At a certain point in the lifespan of any subculture, fiction and reality start to blur. Members of the subculture begin to model their character and appearance on the idealised representations of themselves they read about or see on screen, and the loop continues until nobody can be quite sure whether their traits and obsessions are genuine or contrived.
The chief pleasure of Mike Judge’s new single-camera HBO sitcom Silicon Valley is its engagement with this kind of hypertextual/metatextual looping within startup culture. The characters in the show – half a dozen young programmers who’ve just received Series A funding for ‘Pied Piper’, their data compression startup – have all seen David Fincher’s The Social Network and Joshua Michael Stern’s Jobs, and are obsessed with modeling themselves on Hollywoodified versions of Silicon Valley icons. Silicon Valley is less a show about hackers or hacking than it is about the ongoing, endless mythologising of startup culture, from both the Hollywood soundstage and from within the world of these startups themselves.
In one scene, a character is called out for wearing a black mock-turtleneck and responds, ‘Steve [Jobs] and I have always shared a similar aesthetic’, as though confused as to who may have influenced who. In another, the same character advises the show’s protagonist to ‘be an asshole’, presumably in order to channel Mark Zuckerberg-by-way-of-Jesse Eisenberg (bad behavior is made acceptable, after all, if validated by an Aaron Sorkin script). Almost every character on Silicon Valley seems to emulate an idealised version of themselves, their flaws legitimised by Hollywood’s current obsession with young programmers (the more their behaviour borders on sociopathic, the better). Even the show’s protagonist, ostensibly its ‘straight man’, dresses almost exactly like Zuckerberg, his wardrobe hoodie-heavy, his hair a mess of curls.
Kate Losse has noted that our culture now fetishises ‘young, male, awkward, unattached engineers’. This fetishisation is precisely what makes Silicon Valley’s bizarre staging so relevant. In a show like The Big Bang Theory, the starring nerds exist in a world which either ignores or derides them. Silicon Valley’s characters, however, exist in a post-Social Network, post-Jobs reality where they have now come to resemble, in some odd sense, celebrities. They attend parties at which men and women are paid to talk to them, and rock stars are made subservient to the whims of coders. Many of Silicon Valley’s characters seem to believe they are the stars of their own shows. In 2014, this possibility doesn’t seem so remote. Surely the founders of Airbnb, Uber and Snapchat are all hoping they’ll at least receive something something akin to their own version of Pirates of Silicon Valley, and find themselves glamorously portrayed by handsome television celebrities.
Silicon Valley becomes problematic, though, if the behaviour and attitudes of those within startup culture are influenced by onscreen depictions of their fictional peers. The show completely fails the Bechdel Test; criticising the ‘overcompensatory masculinity’ of ‘brogrammers’, but failing to show women in any technical roles, or in any situation in which a male is not present. Five episodes into Silicon Valley, and the only women you’ll find on screen are personal assistants or models.
To some extent, this must be deliberate. Silicon Valley is calling out startup culture’s toxic aspects. It is an environment which treats women as either distractions or as sources of unpaid emotional and affective labor. It would feel odd for a show like Silicon Valley to attempt to underplay this reality by including women in technical roles, when many real Silicon Valley companies are male dominated. At the same time, as the show makes clear, members of startup culture are inordinately influenced by the versions of themselves they see on screen.
In a recent Twitter chat, Mike Judge was asked repeatedly about the lack of female representation in Silicon Valley, and promised to write two new female characters into the second season of the show. It will be interesting to see whether the inclusion of these female characters contains an element of tokenism, as in the season 2 premiere of Girls, when Donald Glover’s Sandy became a token non-white character. Hopefully, Judge will offer fully formed female characters who could conceivably exist within the show’s universe of enfants terribles. One of the difficulties with attempting to diversify the casts of television shows and films is that the real world is not always diverse. Girls is a show circling around young, privileged white women, and to pretend such a world is heterogeneous would be misleading. Similarly, the satirical jab of Silicon Valley would be weakened were it to offer a female-friendly version of startup culture that didn’t represent reality.
Is it possible for a creator to mimic and skewer a flawed subculture in fiction, if they recognise that their work will feed back into the loop the subculture uses to understand and legitimise itself? Girls does not exactly offer a wholehearted endorsement of the lifestyles of the particular set of insular young Brooklynites it focuses on, The Social Network does not vindicate Mark Zuckerberg’s callousness, and Silicon Valley is not a defence of contemporary startup culture’s misogynistic pomposity. All of these texts, however, can be willingly misread as offering validation by those who identify with the characters they see on screen.
It’s worth considering whether creators have an obligation, when satirising the world, to try to make the world inside their fiction a better place – and whether we, the viewers, are prepared to become their caricatures.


Task requirements
Begin at the line that holds "The height and" and copy each line exactly until the data below ends, including that last line but no pictures.

Excerpts from a dataset:

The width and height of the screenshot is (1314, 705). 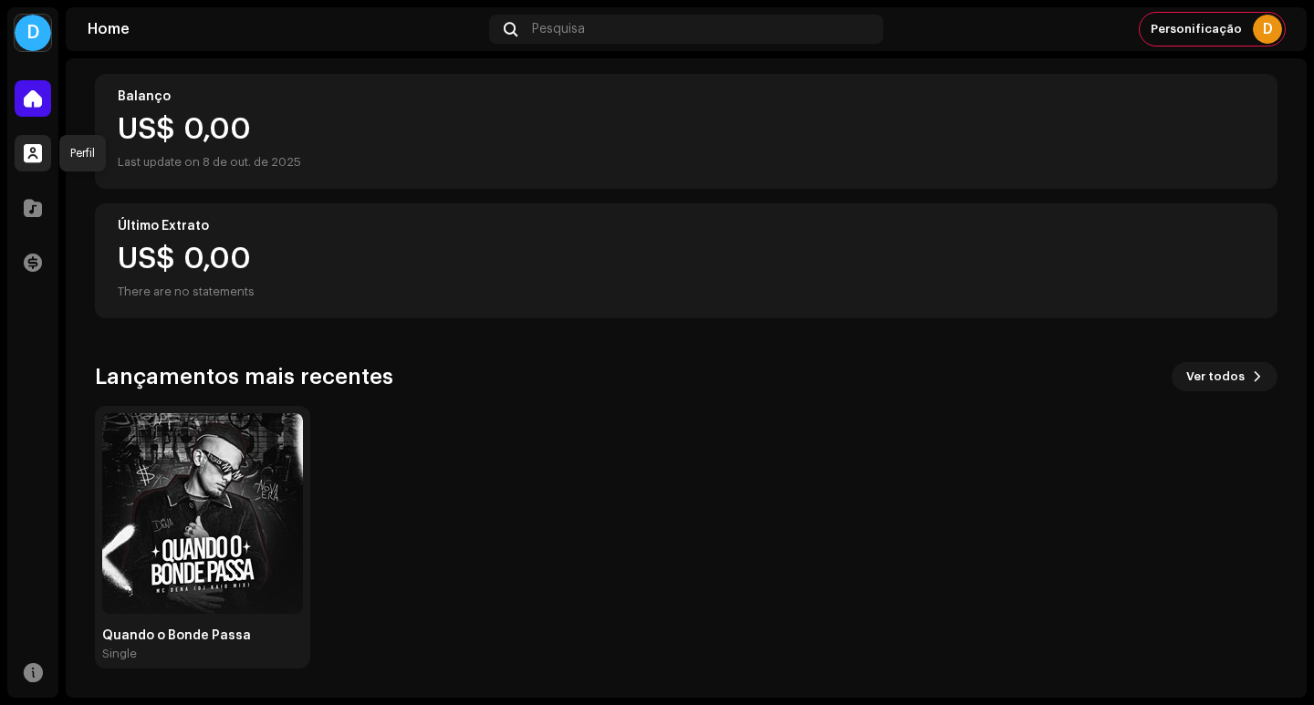 What do you see at coordinates (1216, 377) in the screenshot?
I see `span: Ver todos` at bounding box center [1216, 377].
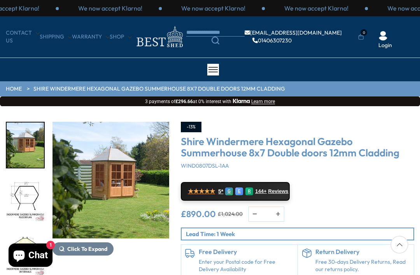 This screenshot has height=275, width=420. Describe the element at coordinates (383, 36) in the screenshot. I see `img: User Icon` at that location.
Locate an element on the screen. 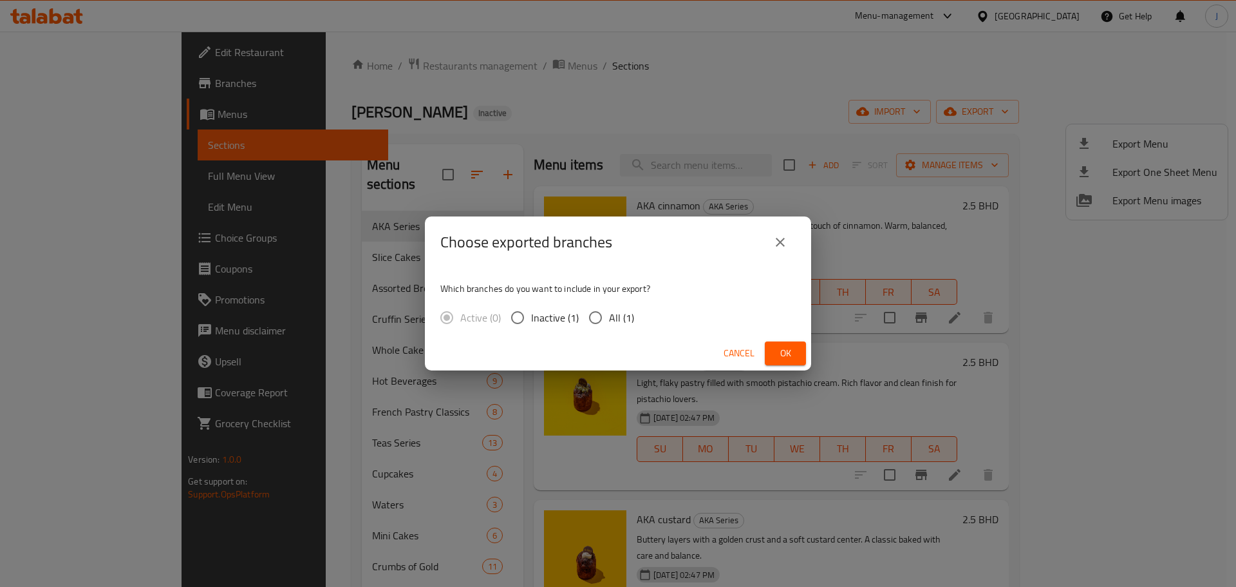  button: Ok is located at coordinates (786, 353).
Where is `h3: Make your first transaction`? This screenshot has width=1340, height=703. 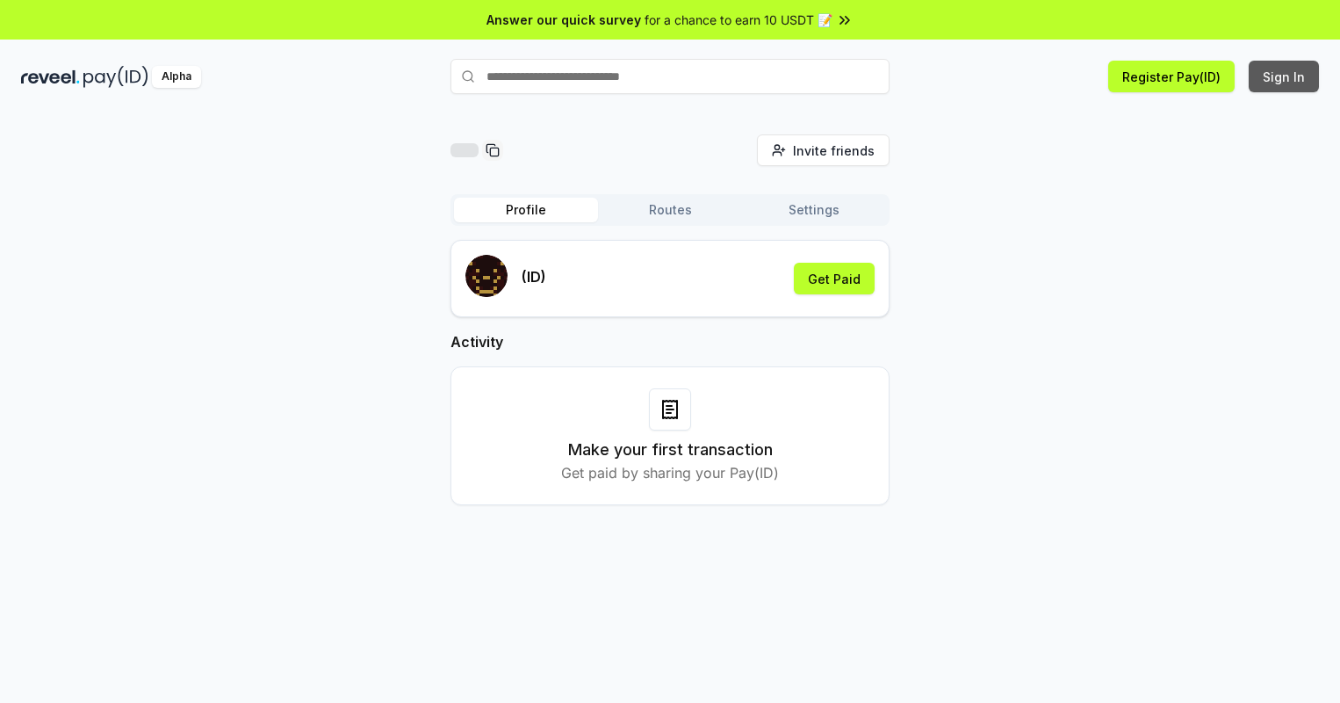
h3: Make your first transaction is located at coordinates (670, 450).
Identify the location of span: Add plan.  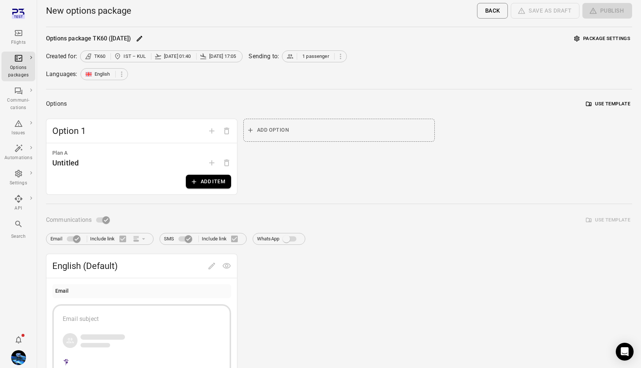
(212, 163).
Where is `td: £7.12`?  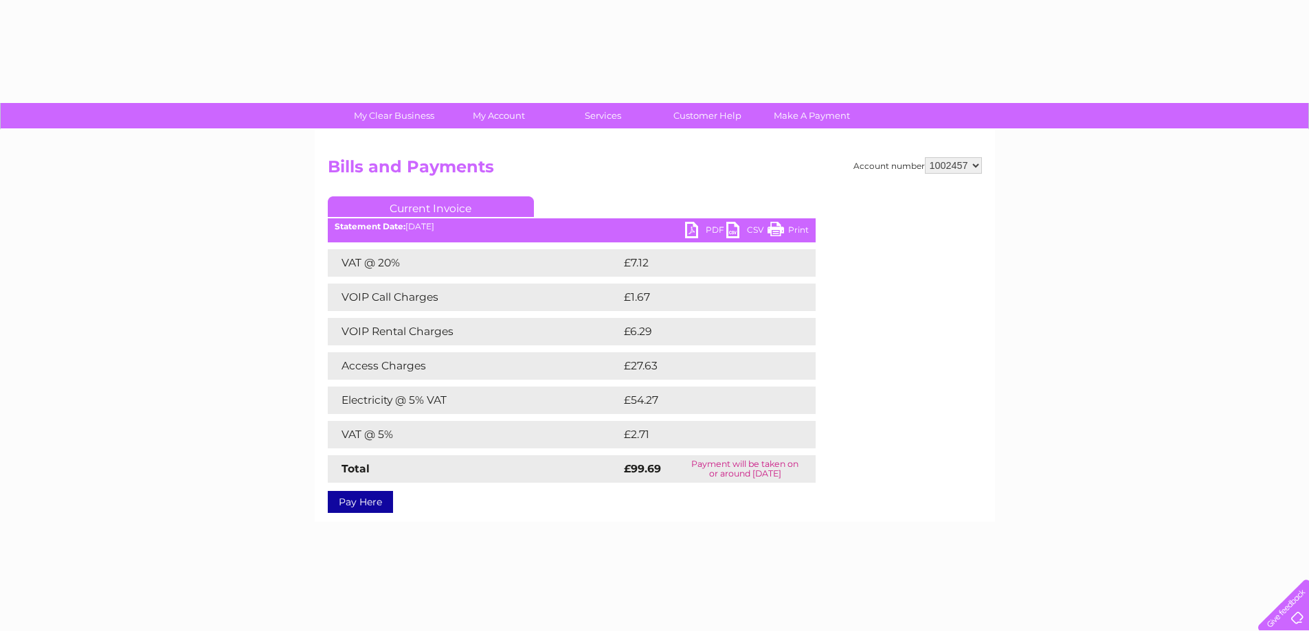 td: £7.12 is located at coordinates (700, 263).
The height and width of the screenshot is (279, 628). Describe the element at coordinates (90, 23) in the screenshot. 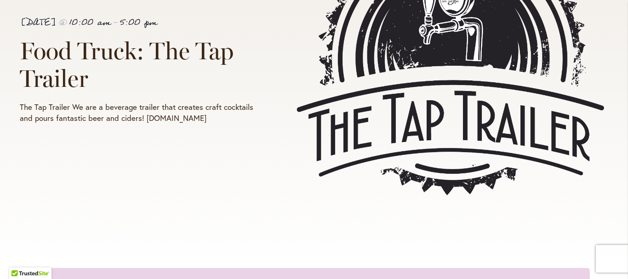

I see `span: 10:00 am` at that location.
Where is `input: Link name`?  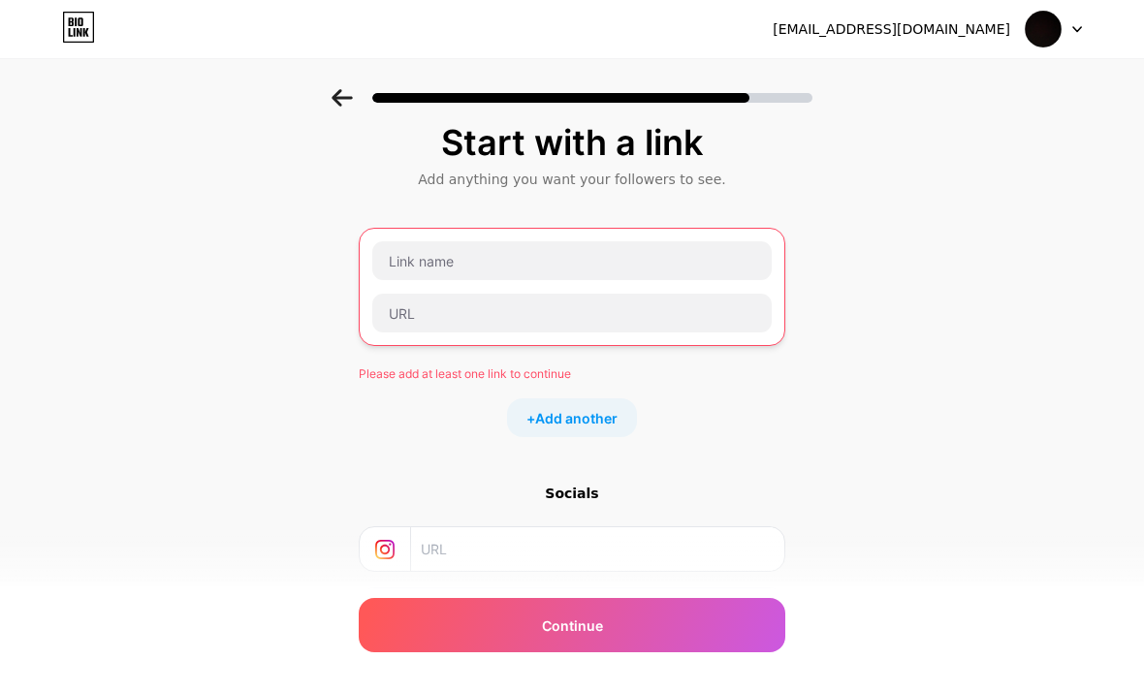
input: Link name is located at coordinates (572, 261).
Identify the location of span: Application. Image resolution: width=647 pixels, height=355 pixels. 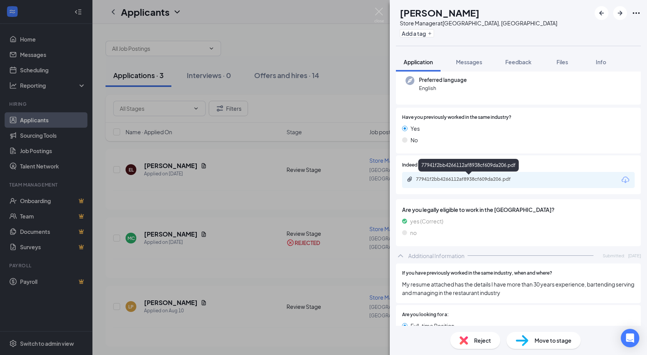
(418, 62).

Response to this exercise
The height and width of the screenshot is (279, 628). Describe the element at coordinates (90, 23) in the screenshot. 

I see `span: 10:00 am` at that location.
Where is `input: Link name`?  
input: Link name is located at coordinates (572, 261).
Identify the location of span: Application. Image resolution: width=647 pixels, height=355 pixels. 
(418, 62).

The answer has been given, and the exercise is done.